A valid criticism of some government and community group work is that it takes a long time. Frequently, there are good reasons for slow and careful work, and there is also value in a faster, more experimental approach.
The Recover team looked for opportunities for quickly testing ideas on a small scale before investing a lot of time and energy into them, and then used the learnings to lead to future steps.
In all of the Recover prototypes, the lived experience of community members was centered.
The Roles and Practices of Prototyping
Prototyping encourages people to look at old problems in new ways. They are meant to test the most uncertain element of an idea or intervention.
The main objective of all prototypes is to learn. It involves designing for segments of people and getting real feedback:
- To learn what works
- What doesn’t work
- For whom and under what conditions
This is important because nothing works for everyone.
The Recover prototypes were often related to roles and practices. They allowed for lots of learning and some of them were tested multiple times - iterating and focusing on learning about different aspects of the prototype. Other areas of the City have also supported a number of prototypes and will continue to do so in a variety of ways. Each prototype is done in partnership with others and we are privileged to learn alongside them, and try to cultivate a community of shared learning and mutual support.
The City of Edmonton continues to experiment, learn and adapt.
Systematic Conditions
Part of prototyping is also noticing what conditions in our systems help or hinder the prototypes from flourishing. With each prototype round, we learned about conditions such as:
- What resources were available and managed
- How information flowed
- What information, perspective or knowledge system was prioritised
- How decisions were made
- How policies, practices, rules and regulations all came into play
- How values, pervasive narratives, beliefs and logics impacted on reporting and measuring
Given that the City of Edmonton is less involved with many front-line social issues like houselessness, mental health and addiction, their role is more about supporting the conditions that affect these issues, focusing on items that can expand potential solutions and support systemic change.
The Continuing Prototypes
In 2024, when Recover Urban Well-being ended, it was supporting 4 prototypes that were intended to continue and evolve.
Unacknowledged and unprocessed grief and loss keeps people stuck in chronic cycles of crisis. Soloss is community care for loss and grief, offering peer-to-peer support and the co-creation of individual and neighbourhood healing rituals. It is a network of Edmontonians legitimising and destigmatizing loss and grief.
By bearing witness to loss in all its forms and giving grief a concrete form - such as through paintings, objects, songs, dances, meditations and stories - Soloss seeks to foster a deep sense of respect, connectedness and meaning.
REACH Edmonton has adopted Soloss and supports it now.
Main Contact: Hayley Sallis - hayley@soloss.ca
Auricle is about measuring well-being in a new way and it is also a well-being intervention: the way in which data is collected with Auricle also improves well-being.
A new community role, a Local Listener:
- Collects stories as data
- Has the person sharing the story say what it means
- Invites the community to help with sense-making
It is a way to include people that are typically left out of other data sets, get more nuance, make space for diverse narratives, expand the solution space and de-colonize data.
Starting in the fall of 2024 till the fall of 2025, it is being tested in transit spaces in support of safety and well-being in public transit.
This workshop series is more experiential than typical Equity, Diversity, and Inclusion (EDI) training.
It brings people together to learn about perspectives and experiences of well-being. The main workshop features a knowledge keeper, a person who has deep experience of houselessness and marginalization, and who is also an artist with gifts to share. They share their story and teach others how to make a small art project. The workshop series aims to increase empathy across lines of difference, as well as motivation to connect. It is about nurturing healthy reciprocal relationships with street-involved people.
The plan is to offer another series in partnership with The Imagine Institute for Learning, in the hopes that they might carry it on.
This work draws upon ideas from the 2022 lived experience research conducted by InWithForward for the City of Edmonton’s update to its Affordable Housing Needs Assessment.
The research uncovered numerous areas of opportunity and potential solutions that could be developed and tested collaboratively. City staff have been exploring these ideas through further community-based research. Preliminary steps for developing the prototype are underway and it will be further developed in 2025.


**WHAT YOU HAVE TO DO**
Skip the pictures and restate, word for word, the lines from the one containing "This screenshot has width=1216, height=524." to the end of the data below.

**INFORMATION**
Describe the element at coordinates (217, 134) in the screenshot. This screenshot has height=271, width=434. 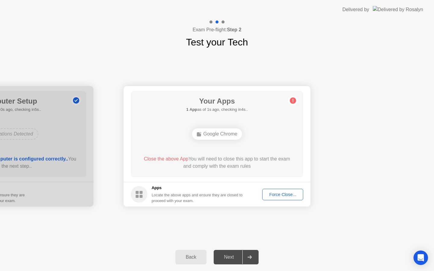
I see `div: Google Chrome` at that location.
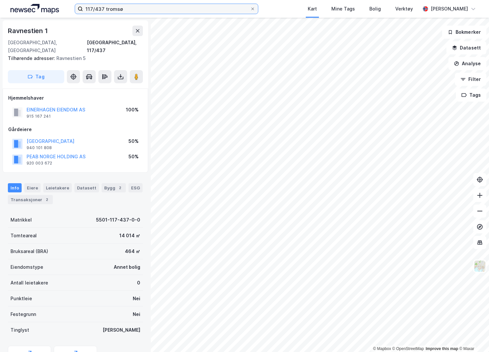  What do you see at coordinates (39, 148) in the screenshot?
I see `div: 940 101 808` at bounding box center [39, 148].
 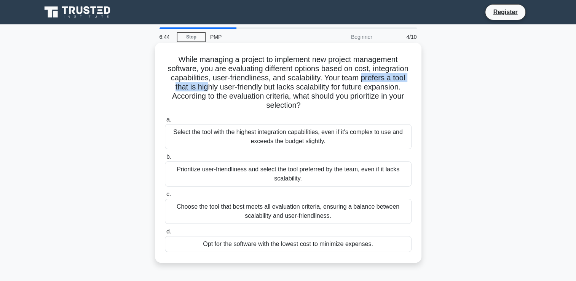 I want to click on div: PMP, so click(x=258, y=37).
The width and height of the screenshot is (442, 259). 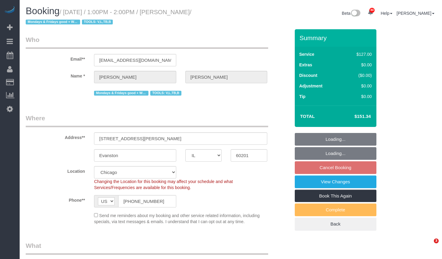 What do you see at coordinates (10, 10) in the screenshot?
I see `img: Automaid Logo` at bounding box center [10, 10].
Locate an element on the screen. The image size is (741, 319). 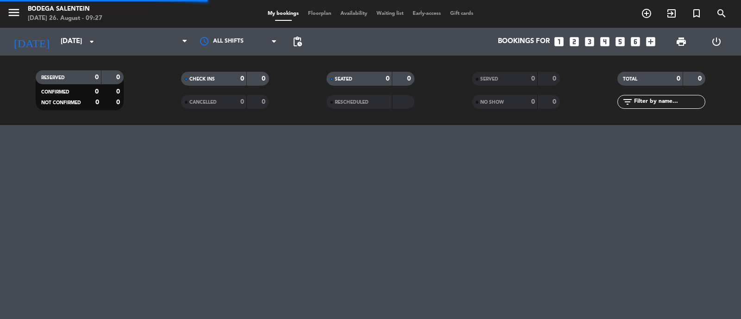
span: My bookings is located at coordinates (283, 13).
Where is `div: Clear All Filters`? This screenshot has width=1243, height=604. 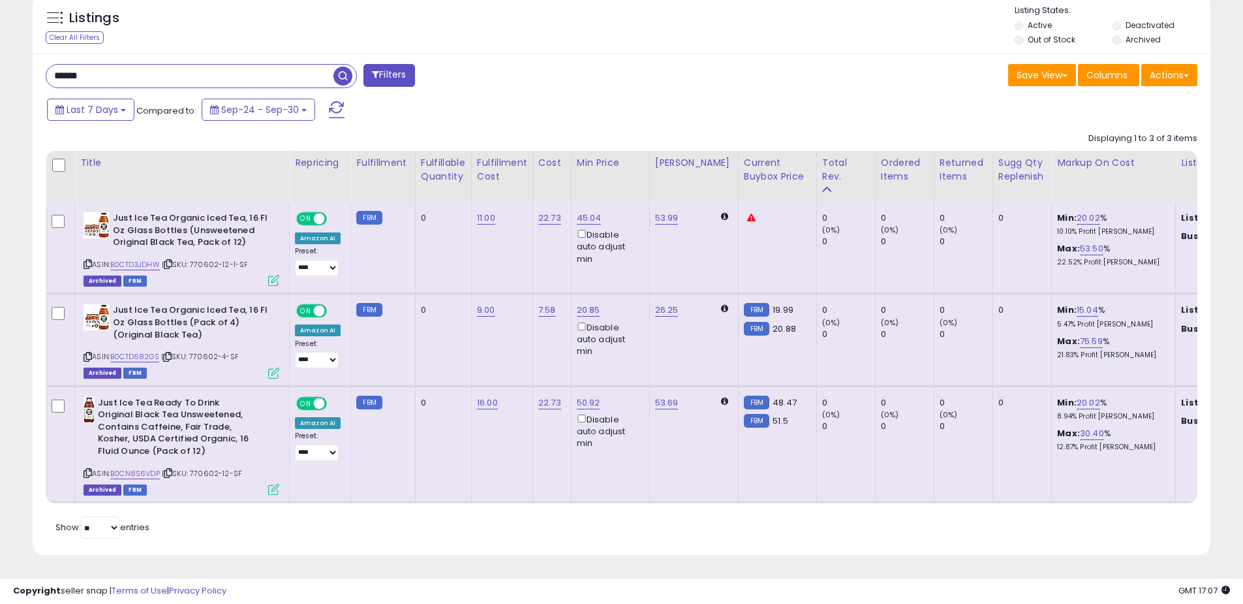
div: Clear All Filters is located at coordinates (74, 37).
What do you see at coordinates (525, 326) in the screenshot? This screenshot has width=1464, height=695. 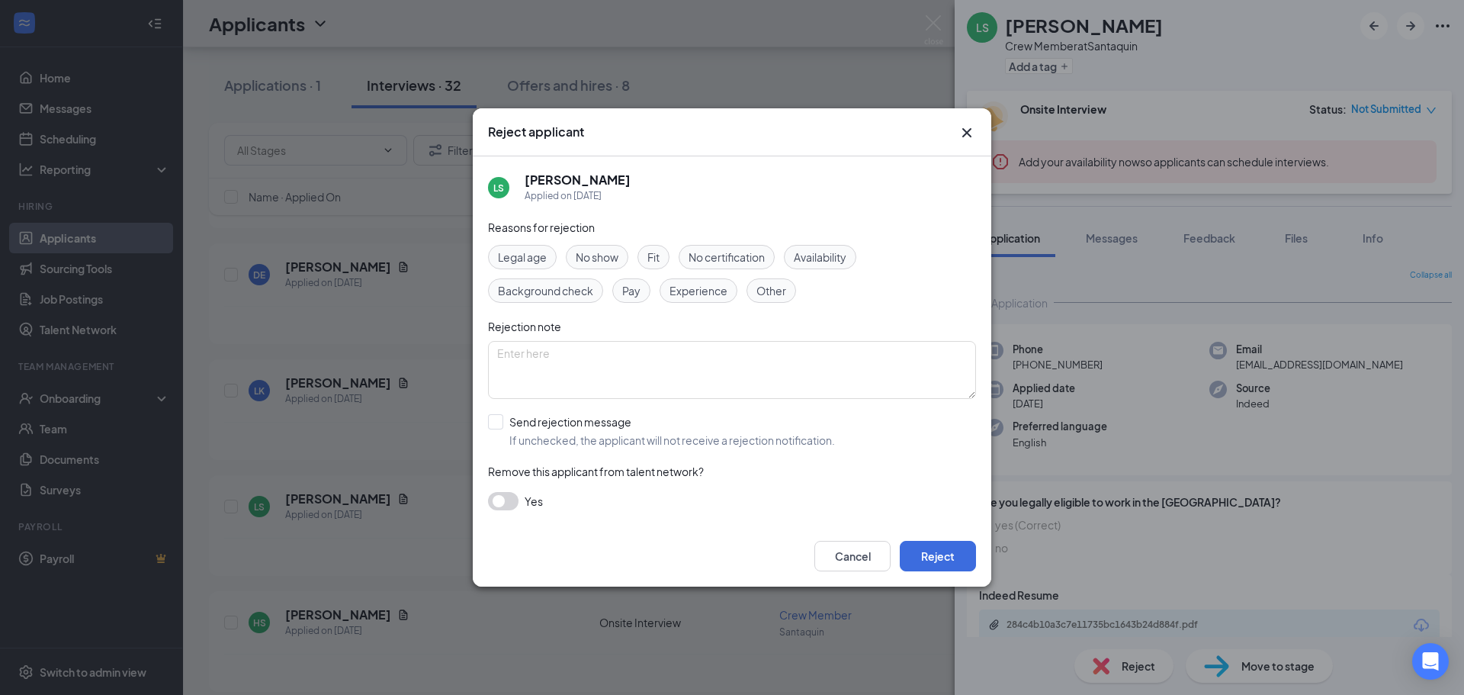 I see `span: Rejection note` at bounding box center [525, 326].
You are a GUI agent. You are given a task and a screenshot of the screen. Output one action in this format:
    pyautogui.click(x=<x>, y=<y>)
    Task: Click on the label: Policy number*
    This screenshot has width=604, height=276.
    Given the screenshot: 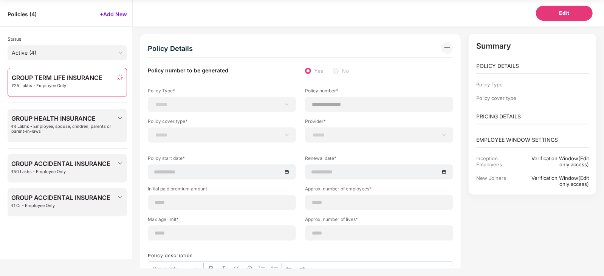 What is the action you would take?
    pyautogui.click(x=379, y=92)
    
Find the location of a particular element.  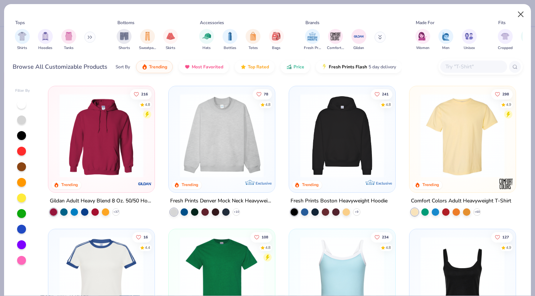

span: Top Rated is located at coordinates (258, 67).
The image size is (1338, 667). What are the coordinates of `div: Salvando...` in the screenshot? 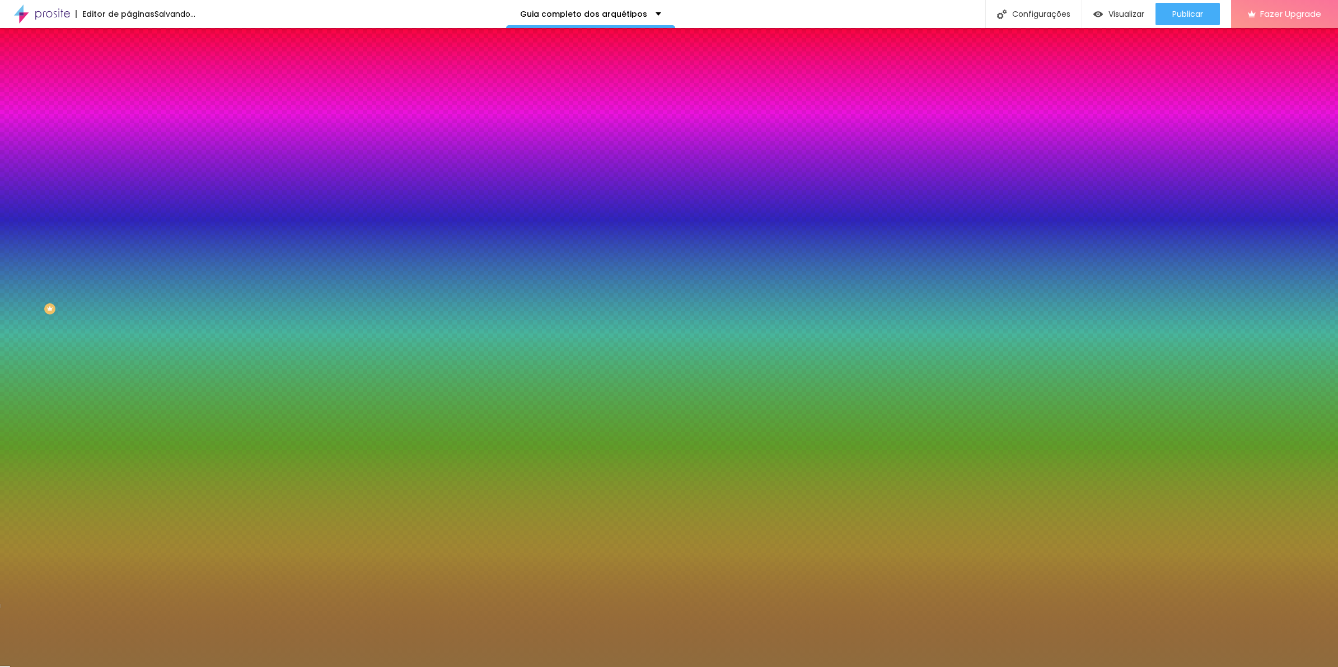 It's located at (175, 14).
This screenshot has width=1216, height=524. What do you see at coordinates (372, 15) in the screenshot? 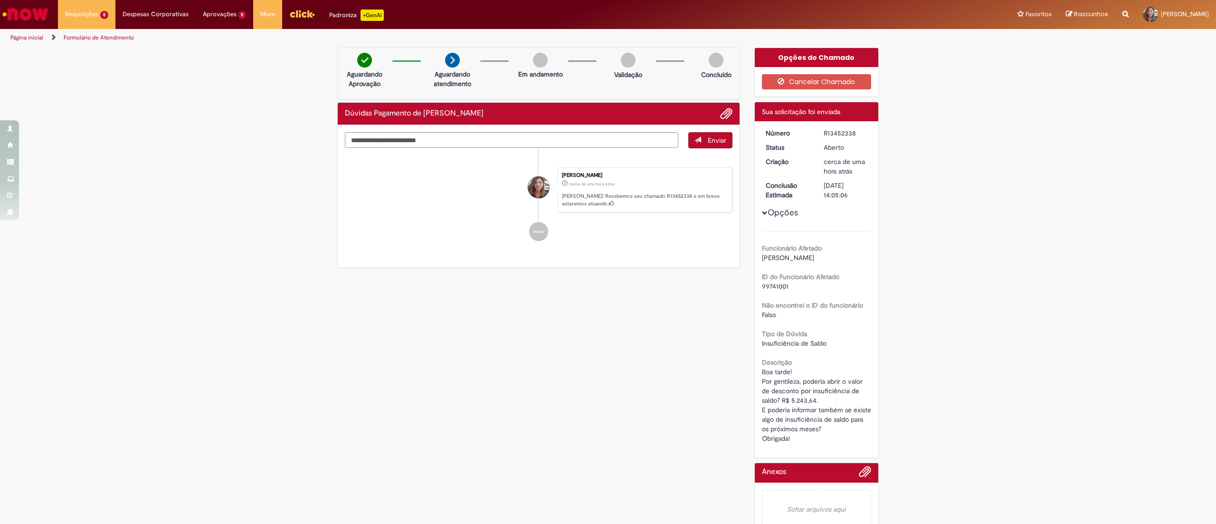
I see `p: +GenAi` at bounding box center [372, 15].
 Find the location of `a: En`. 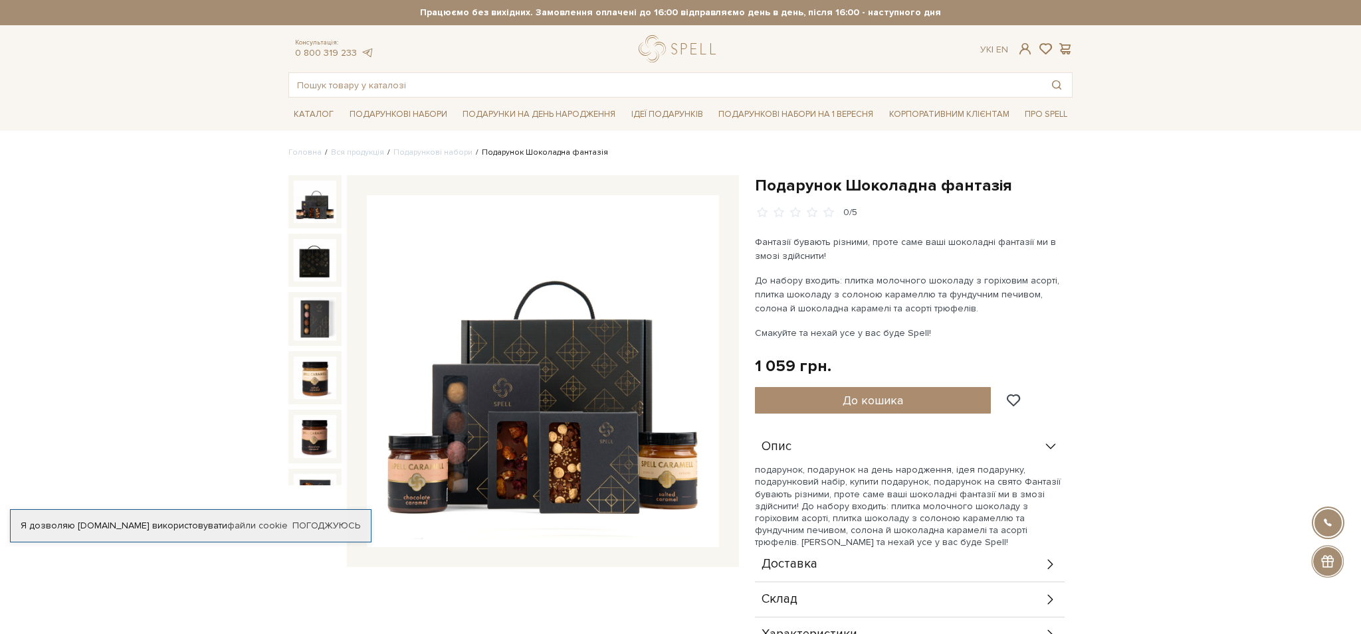

a: En is located at coordinates (1002, 49).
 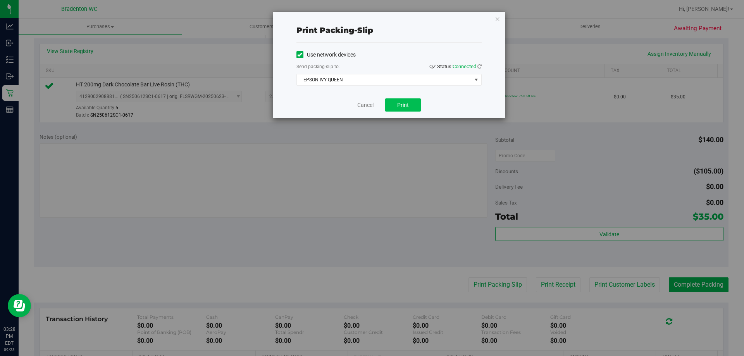 What do you see at coordinates (366, 105) in the screenshot?
I see `a: Cancel` at bounding box center [366, 105].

**REPLY**
This screenshot has width=1216, height=524. What do you see at coordinates (372, 15) in the screenshot? 
I see `p: +GenAi` at bounding box center [372, 15].
 Find the location of `a: En`. 

a: En is located at coordinates (1002, 49).
  What do you see at coordinates (366, 105) in the screenshot?
I see `a: Cancel` at bounding box center [366, 105].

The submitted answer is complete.